This was evidently half an inscription which had been cut off exactly in the middle. To the left there was no sign of lettering. He puzzled the letters for a few moments before he came to an understanding.
"Air-raid shelter. Ambulance and first aid!" he read.
So that explained the new electric fittings. It was one of those underground cellars which had been ferreted out by the Municipality or the Government for the shelter of the people in the neighbourhood during air-raids in the Great War. Evidently there was extensive accommodation here, since this was also an ambulance post. Faintly discernible beneath the letters was a painted white hand which pointed downward. What had happened to the other half of the inscription? Obviously it had been painted on the door leading into the first-aid room and as obviously that door had been removed and had been bricked up. In the light of this discovery he made a more careful inspection of the wall to the left. For the space of four feet the brickwork was new. He tapped it. It sounded hollow. Pressing his back against the opposite wall to give him leverage he put his foot against the new brickwork and pushed.
He knew that the class of workmanship which was put into this kind of job was not of the best, that only one layer of brick was applied, and it was a mechanical fact that pressure applied to the centre of new work would produce a collapse.
At the first push he felt the wall sag. Releasing his pressure it came back. This time he put both feet against the wall and bracing his shoulders he put every ounce of strength in his body into a mighty heave. The next second he was lying on his back. The greater part of the wall had collapsed. He was curious enough to examine the work he had demolished. It had evidently been done by amateurs, and the whitewash which had been thickly applied to the passage was explained.
A current of fresh air came to meet him as he stepped gingerly across the debris. A flight of six stone steps led down to a small room containing a sink and a water supply, two camp beds which had evidently been part of the ambulance equipment and which the new owners had not thought necessary to remove, and a broken chair. The room was still littered with the paraphernalia of first-aid. He found odd ends of bandages, empty medicine bottles and a broken glass measure on the shelf above the sink.

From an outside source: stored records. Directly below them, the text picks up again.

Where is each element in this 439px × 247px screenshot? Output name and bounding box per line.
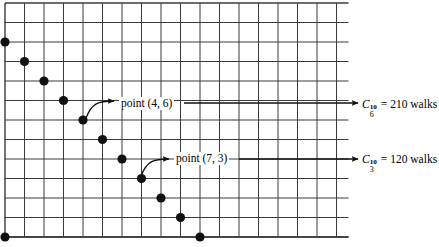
walk-count: 210 xyxy=(390,98,407,110)
lattice-point-dot xyxy=(0,232,9,241)
lattice-point-dot xyxy=(0,37,9,46)
equals-sign: = xyxy=(381,98,388,110)
lattice-grid-canvas xyxy=(0,0,439,247)
lattice-walk-figure: point (4, 6) point (7, 3) C106 = 210 wal… xyxy=(0,0,439,247)
lattice-point-dot xyxy=(195,232,204,241)
annotation-lead-lines xyxy=(184,103,358,159)
callout-curved-arrow xyxy=(141,159,169,176)
lattice-point-dot xyxy=(137,174,146,183)
lattice-point-dot xyxy=(20,57,29,66)
lattice-point-dot xyxy=(156,193,165,202)
binomial-subscript: 6 xyxy=(370,111,374,119)
lattice-point-dot xyxy=(98,135,107,144)
binomial-symbol: C xyxy=(362,153,370,165)
walk-unit: walks xyxy=(410,153,437,165)
lattice-point-dot xyxy=(117,154,126,163)
grid-lines xyxy=(5,3,349,237)
result-label-c-3-10: C103 = 120 walks xyxy=(362,153,437,166)
callout-label-point-7-3: point (7, 3) xyxy=(174,152,229,165)
result-label-c-6-10: C106 = 210 walks xyxy=(362,98,437,111)
callout-label-point-4-6: point (4, 6) xyxy=(119,97,174,110)
lattice-point-dot xyxy=(78,115,87,124)
callout-curved-arrow xyxy=(86,101,114,118)
binomial-subscript: 3 xyxy=(370,166,374,174)
walk-unit: walks xyxy=(410,98,437,110)
binomial-symbol: C xyxy=(362,98,370,110)
lattice-point-dot xyxy=(39,76,48,85)
lattice-point-dot xyxy=(176,213,185,222)
equals-sign: = xyxy=(381,153,388,165)
walk-count: 120 xyxy=(390,153,407,165)
lattice-point-dot xyxy=(59,96,68,105)
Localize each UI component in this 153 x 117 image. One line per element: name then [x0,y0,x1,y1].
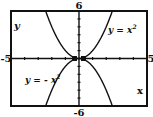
trace-marker-right [81,56,86,61]
trace-marker-left [72,56,77,61]
parabola-graph: 6 -6 -5 5 y x y = x2 y = - x2 [0,0,153,117]
xmin-label: -5 [0,53,11,64]
equation-label-neg-x-squared: y = - x2 [24,73,60,85]
y-axis-label: y [13,20,21,31]
ymax-label: 6 [76,0,83,11]
x-axis-label: x [137,85,144,96]
xmax-label: 5 [148,53,153,64]
ymin-label: -6 [73,107,84,117]
equation-label-x-squared: y = x2 [107,23,137,35]
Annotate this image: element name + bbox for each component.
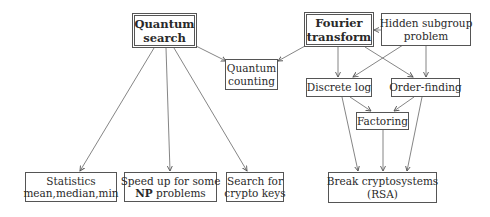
node-order-finding: Order-finding: [391, 78, 460, 97]
node-label: problem: [404, 30, 448, 43]
node-label-line2: NP problems: [135, 187, 206, 200]
node-label: Speed up for some: [121, 175, 221, 188]
node-label: search: [143, 31, 186, 45]
edge-qsearch-speedup: [166, 48, 170, 171]
node-label: Statistics: [46, 175, 96, 188]
node-statistics: Statistics mean,median,min: [25, 172, 117, 202]
node-hidden-subgroup-problem: Hidden subgroup problem: [381, 13, 471, 46]
node-discrete-log: Discrete log: [306, 78, 372, 97]
node-factoring: Factoring: [356, 112, 409, 130]
edge-order-break: [407, 97, 422, 171]
edge-dlog-break: [342, 97, 358, 171]
node-fourier-transform: Fourier transform: [304, 12, 374, 47]
node-label: Search for: [227, 175, 283, 188]
node-label: problems: [153, 187, 206, 199]
node-label: Quantum: [134, 17, 194, 31]
node-label: Break cryptosystems: [327, 175, 439, 188]
node-label: counting: [228, 75, 275, 88]
node-label: transform: [307, 30, 372, 44]
node-label: Fourier: [315, 16, 362, 30]
node-quantum-counting: Quantum counting: [225, 59, 278, 90]
np-bold-label: NP: [135, 187, 153, 199]
node-break-cryptosystems: Break cryptosystems (RSA): [328, 172, 437, 203]
edge-hsp-dlog: [353, 45, 403, 77]
edge-qsearch-qcounting: [196, 46, 226, 61]
node-speedup-np: Speed up for some NP problems: [124, 172, 217, 202]
node-search-crypto-keys: Search for crypto keys: [226, 172, 284, 202]
edge-order-factoring: [394, 97, 414, 111]
edge-dlog-factoring: [350, 97, 371, 111]
node-label: Discrete log: [307, 81, 371, 94]
node-label: Quantum: [227, 62, 276, 75]
node-label: crypto keys: [224, 187, 285, 200]
node-label: (RSA): [367, 188, 398, 201]
node-label: Hidden subgroup: [380, 17, 473, 30]
edge-fourier-order: [365, 47, 413, 77]
node-label: Factoring: [357, 115, 408, 128]
node-label: mean,median,min: [23, 187, 118, 200]
node-label: Order-finding: [389, 81, 461, 94]
edge-qsearch-statistics: [80, 48, 154, 171]
node-quantum-search: Quantum search: [132, 13, 197, 48]
edge-fourier-qcounting: [278, 46, 305, 61]
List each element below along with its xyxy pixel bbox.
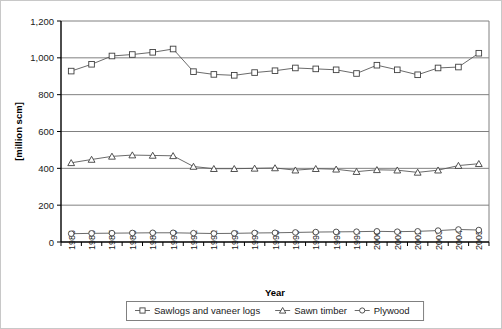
legend: Sawlogs and vaneer logsSawn timberPlywoo… — [127, 302, 424, 321]
legend-label: Plywood — [374, 305, 410, 316]
marker-square — [191, 69, 197, 75]
y-tick-label: 800 — [38, 89, 54, 100]
marker-circle — [313, 229, 319, 235]
y-axis-title: [million scm] — [13, 102, 24, 161]
image-border — [1, 1, 502, 329]
marker-circle — [354, 229, 360, 235]
y-tick-label: 600 — [38, 126, 54, 137]
marker-circle — [191, 230, 197, 236]
gridlines — [61, 58, 489, 205]
y-tick-label: 200 — [38, 200, 54, 211]
series-1 — [68, 46, 481, 78]
marker-circle — [360, 308, 365, 313]
marker-circle — [211, 231, 217, 237]
marker-square — [272, 68, 278, 74]
marker-circle — [415, 229, 421, 235]
marker-square — [109, 53, 115, 59]
line-chart: 02004006008001,0001,20019851986198719881… — [0, 0, 502, 329]
marker-square — [394, 67, 400, 73]
marker-square — [252, 70, 258, 76]
marker-circle — [374, 229, 380, 235]
legend-label: Sawn timber — [294, 305, 347, 316]
series-2 — [68, 152, 482, 175]
marker-circle — [476, 227, 482, 233]
marker-square — [415, 72, 421, 78]
marker-square — [456, 64, 462, 70]
marker-square — [231, 73, 237, 79]
marker-circle — [394, 229, 400, 235]
marker-circle — [333, 229, 339, 235]
marker-square — [476, 50, 482, 56]
marker-circle — [456, 227, 462, 233]
marker-circle — [435, 228, 441, 234]
legend-label: Sawlogs and vaneer logs — [154, 305, 260, 316]
marker-circle — [252, 230, 258, 236]
marker-square — [130, 52, 136, 58]
marker-circle — [170, 230, 176, 236]
chart-container: 02004006008001,0001,20019851986198719881… — [0, 0, 502, 329]
marker-square — [211, 72, 217, 78]
marker-square — [354, 71, 360, 77]
marker-square — [68, 68, 74, 74]
y-tick-label: 400 — [38, 163, 54, 174]
marker-circle — [150, 230, 156, 236]
marker-square — [293, 65, 299, 71]
marker-circle — [89, 231, 95, 237]
y-axis-ticks: 02004006008001,0001,200 — [30, 16, 61, 248]
marker-circle — [231, 231, 237, 237]
legend-item-1[interactable]: Sawlogs and vaneer logs — [135, 305, 260, 316]
marker-circle — [272, 230, 278, 236]
marker-circle — [68, 231, 74, 237]
y-tick-label: 1,200 — [30, 16, 54, 27]
marker-square — [435, 65, 441, 71]
y-tick-label: 0 — [49, 237, 54, 248]
marker-circle — [293, 230, 299, 236]
y-tick-label: 1,000 — [30, 52, 54, 63]
marker-circle — [130, 230, 136, 236]
marker-square — [150, 50, 156, 56]
marker-square — [170, 46, 176, 52]
marker-triangle — [190, 163, 197, 169]
x-axis-title: Year — [265, 287, 285, 298]
marker-square — [140, 308, 145, 313]
marker-square — [89, 61, 95, 67]
marker-circle — [109, 230, 115, 236]
x-tick-label: 2004 — [454, 230, 464, 250]
marker-square — [374, 62, 380, 68]
marker-square — [313, 66, 319, 72]
marker-square — [333, 67, 339, 73]
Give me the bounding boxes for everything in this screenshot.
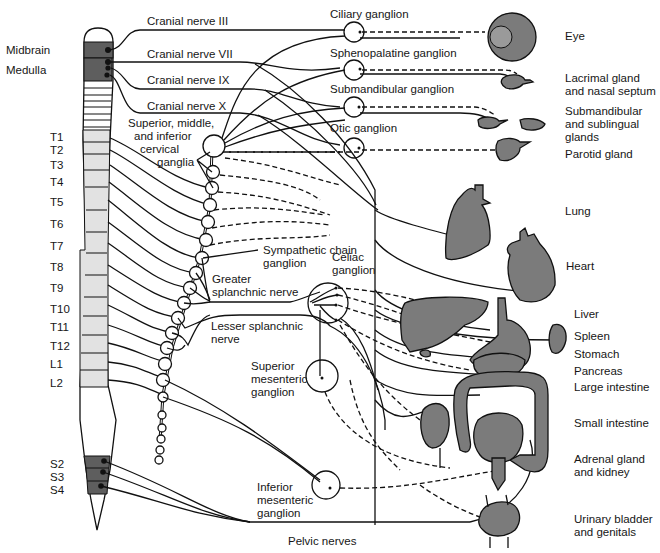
heart-organ — [507, 228, 555, 302]
cranial-nerve-vii-label: Cranial nerve VII — [147, 48, 233, 61]
segment-label-t2: T2 — [50, 144, 63, 157]
medulla-label: Medulla — [6, 64, 46, 77]
segment-label-t12: T12 — [50, 340, 70, 353]
cranial-nerve-ix-label: Cranial nerve IX — [147, 74, 229, 87]
segment-label-t7: T7 — [50, 240, 63, 253]
lacrimal-gland-organ — [501, 75, 533, 89]
urinary-bladder-organ — [479, 502, 520, 536]
parotid-gland-organ — [496, 138, 530, 160]
head-organs — [478, 13, 545, 161]
ciliary-ganglion-label: Ciliary ganglion — [330, 8, 409, 21]
cranial-nerve-iii-label: Cranial nerve III — [147, 15, 228, 28]
organ-label-large-intestine: Large intestine — [574, 381, 649, 394]
submandibular-gland-organ — [478, 117, 508, 128]
pelvic-nerves-label: Pelvic nerves — [288, 535, 356, 548]
small-intestine-organ — [474, 413, 523, 462]
organ-label-spleen: Spleen — [574, 330, 610, 343]
sphenopalatine-ganglion-label: Sphenopalatine ganglion — [330, 47, 457, 60]
segment-label-t11: T11 — [50, 321, 69, 334]
segment-label-t6: T6 — [50, 218, 63, 231]
spinal-cord — [80, 28, 116, 530]
segment-label-t4: T4 — [50, 176, 63, 189]
inferior-mesenteric-ganglion — [312, 471, 340, 499]
otic-ganglion-label: Otic ganglion — [330, 122, 397, 135]
celiac-ganglion — [308, 283, 348, 323]
segment-label-s3: S3 — [50, 471, 64, 484]
kidney-organ — [421, 404, 449, 449]
segment-label-t9: T9 — [50, 282, 63, 295]
superior-mesenteric-ganglion — [306, 360, 338, 392]
cranial-nerve-x-label: Cranial nerve X — [147, 100, 226, 113]
segment-label-t5: T5 — [50, 196, 63, 209]
segment-label-t10: T10 — [50, 303, 70, 316]
organ-label-lung: Lung — [565, 205, 591, 218]
spleen-organ — [549, 324, 566, 353]
organ-label-heart: Heart — [566, 260, 594, 273]
organ-label-parotid: Parotid gland — [565, 148, 633, 161]
organ-label-stomach: Stomach — [574, 348, 619, 361]
submandibular-ganglion-label: Submandibular ganglion — [330, 83, 454, 96]
sublingual-gland-organ — [520, 119, 545, 130]
segment-label-s4: S4 — [50, 484, 64, 497]
organ-label-small-intestine: Small intestine — [574, 417, 649, 430]
body-organs — [401, 185, 566, 548]
liver-organ — [401, 297, 488, 352]
segment-label-l2: L2 — [50, 377, 63, 390]
segment-label-t1: T1 — [50, 131, 63, 144]
lung-organ — [446, 185, 490, 259]
organ-label-pancreas: Pancreas — [574, 365, 623, 378]
segment-label-t3: T3 — [50, 159, 63, 172]
segment-label-l1: L1 — [50, 358, 63, 371]
organ-label-liver: Liver — [574, 308, 599, 321]
segment-label-t8: T8 — [50, 261, 63, 274]
organ-label-eye: Eye — [565, 30, 585, 43]
midbrain-label: Midbrain — [6, 44, 50, 57]
segment-label-s2: S2 — [50, 458, 64, 471]
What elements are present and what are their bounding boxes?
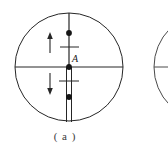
figure-container: A ( a ) <box>0 0 168 159</box>
node-center <box>66 64 72 70</box>
node-lower <box>66 94 72 100</box>
arrow-up-icon <box>47 32 53 53</box>
arrow-down-icon <box>47 73 53 95</box>
node-upper <box>66 30 72 36</box>
figure-caption: ( a ) <box>0 130 130 142</box>
point-label-A: A <box>72 53 78 64</box>
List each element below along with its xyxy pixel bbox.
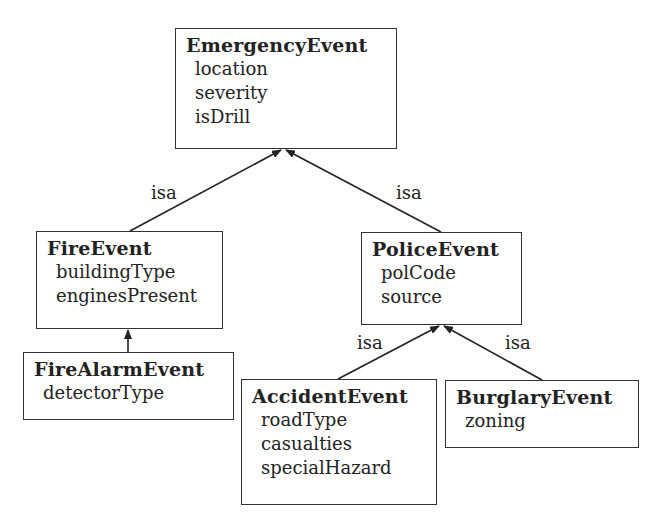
attribute: roadType (252, 408, 436, 432)
class-box-emergency-event: EmergencyEvent location severity isDrill (175, 28, 397, 149)
class-name: FireAlarmEvent (34, 357, 233, 381)
class-name: FireEvent (47, 236, 222, 260)
class-name: EmergencyEvent (186, 33, 396, 57)
isa-label-police: isa (396, 183, 422, 203)
attribute: zoning (456, 409, 638, 433)
attribute: location (186, 57, 396, 81)
isa-label-accident: isa (357, 333, 383, 353)
attribute: buildingType (47, 260, 222, 284)
class-name: BurglaryEvent (456, 385, 638, 409)
class-name: PoliceEvent (372, 237, 521, 261)
edge-accident-police (338, 326, 439, 379)
attribute: severity (186, 81, 396, 105)
class-box-fire-event: FireEvent buildingType enginesPresent (36, 231, 223, 329)
attribute: detectorType (34, 381, 233, 405)
isa-label-fire: isa (151, 183, 177, 203)
isa-label-burglary: isa (505, 333, 531, 353)
attribute: casualties (252, 432, 436, 456)
class-box-accident-event: AccidentEvent roadType casualties specia… (241, 379, 437, 505)
class-box-fire-alarm-event: FireAlarmEvent detectorType (23, 352, 234, 420)
class-box-burglary-event: BurglaryEvent zoning (445, 380, 639, 448)
class-name: AccidentEvent (252, 384, 436, 408)
attribute: source (372, 285, 521, 309)
class-box-police-event: PoliceEvent polCode source (361, 232, 522, 325)
attribute: isDrill (186, 105, 396, 129)
attribute: specialHazard (252, 456, 436, 480)
attribute: enginesPresent (47, 284, 222, 308)
class-hierarchy-diagram: isa isa isa isa EmergencyEvent location … (0, 0, 662, 529)
attribute: polCode (372, 261, 521, 285)
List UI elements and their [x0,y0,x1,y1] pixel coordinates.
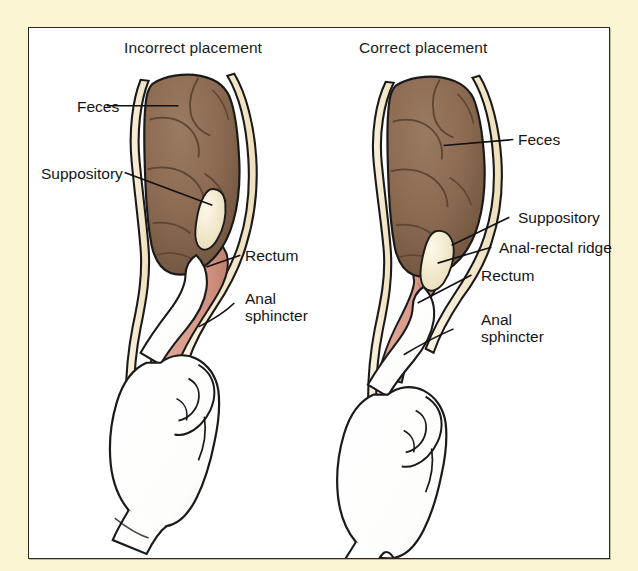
label-correct-anal-sphincter: Anal sphincter [481,311,544,345]
label-correct-suppository: Suppository [518,209,600,226]
label-correct-rectum: Rectum [481,267,534,284]
label-incorrect-feces: Feces [77,98,119,115]
heading-correct-placement: Correct placement [359,39,487,57]
feces-mass-incorrect [144,75,239,275]
label-incorrect-suppository: Suppository [41,165,123,182]
label-correct-anal-sphincter-line1: Anal [481,311,544,328]
gloved-hand-incorrect [110,255,219,554]
label-correct-anal-rectal-ridge: Anal-rectal ridge [499,239,612,256]
panel-incorrect-placement [107,74,257,554]
label-incorrect-anal-sphincter-line2: sphincter [245,307,308,324]
heading-incorrect-placement: Incorrect placement [124,39,262,57]
label-incorrect-rectum: Rectum [245,247,298,264]
label-incorrect-anal-sphincter: Anal sphincter [245,290,308,324]
gloved-hand-correct [337,287,446,558]
label-correct-feces: Feces [518,131,560,148]
label-correct-anal-sphincter-line2: sphincter [481,328,544,345]
illustration-frame: Incorrect placement Correct placement Fe… [28,27,610,559]
label-incorrect-anal-sphincter-line1: Anal [245,290,308,307]
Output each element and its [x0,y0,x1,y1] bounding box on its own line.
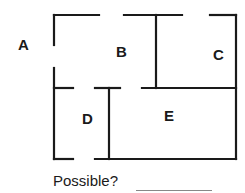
label-c: C [213,46,224,63]
question-label: Possible? [53,172,118,189]
label-b: B [116,43,127,60]
floor-plan: A B C D E [0,0,245,193]
label-d: D [82,110,93,127]
answer-blank-line[interactable] [136,190,212,191]
label-e: E [164,107,174,124]
label-a: A [18,36,29,53]
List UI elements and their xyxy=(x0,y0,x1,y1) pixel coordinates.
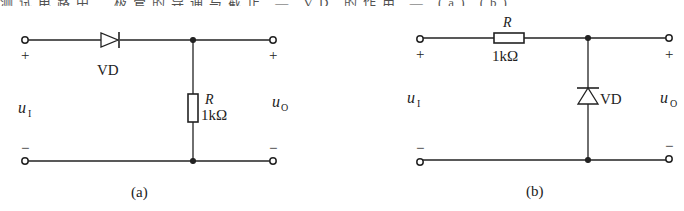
circuit-a-labels: + + − − VD R 1kΩ u I u O (a) xyxy=(18,47,288,201)
circuit-diagrams: + + − − VD R 1kΩ u I u O (a) + + xyxy=(0,0,684,211)
output-plus-sign: + xyxy=(665,46,673,62)
output-voltage-label: u xyxy=(660,89,668,106)
diode-label: VD xyxy=(97,62,119,78)
input-voltage-label: u xyxy=(407,89,415,106)
circuit-b-labels: + + − − R 1kΩ VD u I u O (b) xyxy=(407,15,677,200)
output-voltage-label: u xyxy=(272,93,280,110)
input-terminal-plus xyxy=(22,37,28,43)
diode-label: VD xyxy=(600,91,622,107)
output-minus-sign: − xyxy=(269,140,277,156)
output-terminal-plus xyxy=(270,37,276,43)
input-plus-sign: + xyxy=(416,46,424,62)
junction-dot xyxy=(191,38,196,43)
circuit-b xyxy=(417,33,672,165)
input-terminal-plus xyxy=(417,36,423,42)
input-terminal-minus xyxy=(417,159,423,165)
resistor-name: R xyxy=(204,92,214,107)
junction-dot xyxy=(191,159,196,164)
diode-icon xyxy=(101,33,118,47)
input-minus-sign: − xyxy=(21,140,29,156)
input-minus-sign: − xyxy=(416,140,424,156)
resistor-value: 1kΩ xyxy=(201,107,227,123)
input-voltage-subscript: I xyxy=(28,108,31,119)
diode-icon xyxy=(578,88,598,104)
output-terminal-plus xyxy=(666,35,672,41)
input-voltage-subscript: I xyxy=(417,98,420,109)
output-voltage-subscript: O xyxy=(670,98,677,109)
input-plus-sign: + xyxy=(21,47,29,63)
junction-dot xyxy=(586,158,591,163)
output-minus-sign: − xyxy=(665,138,673,154)
input-voltage-label: u xyxy=(18,99,26,116)
output-terminal-minus xyxy=(270,158,276,164)
junction-dot xyxy=(586,36,591,41)
resistor-name: R xyxy=(502,15,512,30)
output-terminal-minus xyxy=(666,156,672,162)
circuit-a xyxy=(22,32,276,164)
output-voltage-subscript: O xyxy=(281,102,288,113)
caption-b: (b) xyxy=(526,183,544,200)
input-terminal-minus xyxy=(22,158,28,164)
resistor-icon xyxy=(188,94,198,122)
caption-a: (a) xyxy=(131,184,148,201)
resistor-icon xyxy=(494,33,524,43)
output-plus-sign: + xyxy=(269,47,277,63)
resistor-value: 1kΩ xyxy=(492,48,518,64)
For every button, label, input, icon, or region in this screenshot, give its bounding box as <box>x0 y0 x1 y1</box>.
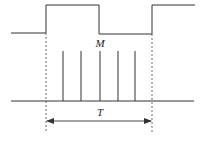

What interested him more was a door which he had not dared to hope he would find. It was bolted on his side, and when he had slid this back he discovered to his relief that it was not locked. He opened it carefully, first extinguishing his light. Beyond the door was darkness and he snapped back the light again. The room led to another, likewise empty. There were a number of shelves, a few old wine-bins, a score of empty bottles, but nothing else. At the far corner was yet another door, also bolted on the inside. Evidently van Heerden did not intend this part of the vault to be used.
He looked at the lock and found it was broken. He must be approaching the main workroom in this new factory, and it was necessary to proceed with caution. He took out his revolver, spun the cylinder and thrust it under his waistcoat, the butt ready to his hand. The drawing of the bolts was a long business. He could not afford to risk detection at this hour, and could only move them by a fraction of an inch at a time. Presently his work was done and he pulled the door cautiously.
Instantly there appeared between door and jamb a bright green line of light. He dare not move it any farther, for he heard now the shuffle of feet, and occasionally the sound of hollow voices, muffled and indistinguishable. In that light the opening of the door would be seen, perhaps by a dozen pair of eyes. For all he knew every man in that room might be facing his way. He had expected to hear the noise of machinery, but beyond the strangled voices, occasionally the click of glass against glass and the shuff-shuff-shuff of slippered feet crossing the floor, he heard nothing.
He pulled the door another quarter of an inch and glued his eye to the crack. At this angle he could only see one of the walls of the big vault and the end of a long vapour-lamp which stood in one of the cornices and which supplied the ghastly light. But presently he saw something which filled him with hope. Against the wall was a high shadow which even the overhead lamp did not wholly neutralize. It was an irregular shadow such as a stack of boxes might make, and it occurred to him that perhaps beyond his range of vision there was a barricade of empty cases which hid the door from the rest of the room.